Why not set a second session variable, consisting of the unique request identifier and an access timestamp, from status.php.
If the client is closed it stops getting updates from status.php and the session variable stops being updated, which triggers a clean close in request.php if the variable isn't updated in a certain amount of time.
morning
I have some doubts about the the way php works. I cant find the answer anywhere on books so I thought to hit the stack ;)
so here it goes:
lets assume we have one single server with php+apache installed. Here are my beliefs:
1 - php can handle one request at a time. Doesn't matter if apache can handle more than 1 thread at a time because eventually the invoked php interpreter is single threaded.
2 - from belief 1 follows that I believe if the server receives 4 calls at the same very time these calls are queued up and executed 1 at a time. Who makes the request last gets the response last.
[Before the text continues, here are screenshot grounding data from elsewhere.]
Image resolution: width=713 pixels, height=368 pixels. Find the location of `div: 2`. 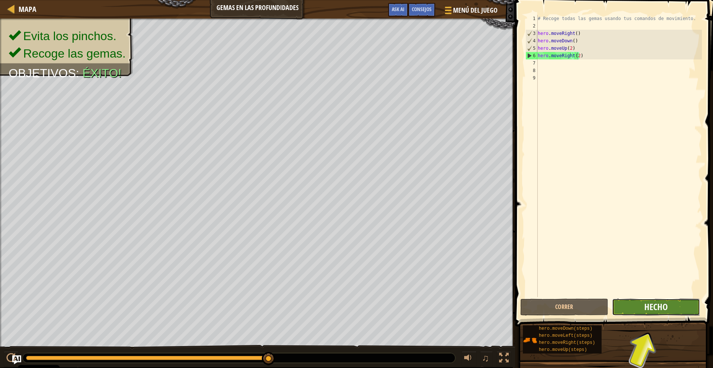

div: 2 is located at coordinates (532, 26).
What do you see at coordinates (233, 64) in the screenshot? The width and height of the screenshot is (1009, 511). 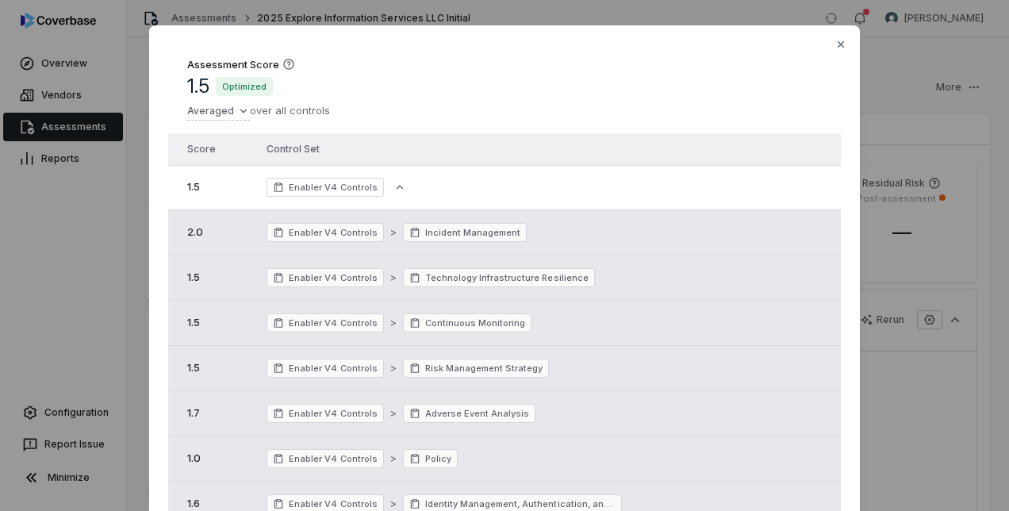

3 - from 1 and 2 follows that if I cron-call a url corresponding to a script that does some heavy-lifting/time consuming stuff I slow down the server up to the moment the script returns.
Whats true? whats false?
cheers
My crystal ball suggests that you are using PHP sessions and you have having simultaneous requests (either iframes or AJAX) getting queued. The problem is that the default session handler uses files and session_start() locks the data file. You should read your session data quickily and then call session_write_close() to release the file.
I see no reason why would PHP be not able to handle multiple requests at the same time. That said, it may be semi-true for handling requests of single client, depending on the type of script.
Many scripts use sessions. When session_start() is called, session is being opened and locked. When execution of script ends, session is being closed and unlocked (this can be done manually). When there are multiple requests for the same session, first requests opens and locks session, and the second request has to wait until session is unlocked. This might make an impression that multiple PHP scripts cannot be executed at the same time, but that's true (partly) only for requests that use the same session (in other words - requests from the same browser). Requests from two clients (browsers) may be processed parallelly as long as they don't use resources (files, DB tables etc) that are being locked/unlocked in other requests.
This question is a followup to my previous one: Previous Questions.
So I setup my page to initiate an ajax call to initiate processing some records. And after each record it updates a row in another table to keep track of the status of this process. After that first ajax call is made, I have another start up. It's a Ajax.PeriodicalUpdater and it's set to hit a file which simply queries that row in the db and returns the status of the original process.
So this works perfectly fine... as long as the file that provides the status updates is outside my current app. If I put the file inside of my app, then it doesn't work right. If I watch firebug, the PeriodicalUpdater call doesn't get anything back until the original ajax call finishes, it just hangs out so it's as if the file is hung and not returning anything.
This whole app is running inside just a basic framework we are using. Nothing crazy, just handles routing, and basic template aspects etc... So all of these functions/files are inside this app and all these ajax calls are being routed through this.
What could be causing something like this?
Can this be due to the limit of concurrent connections supported by a browser to a particular domain?
This is caused by PHP session serialization. The session data is locked until the PHP process for each request has finished writing to it, so further requests in the same session will queue until the lock is released.
If your AJAX requests need access to session state, read out the information you need and then use session_write_close() as early in your code as possible to release those locks.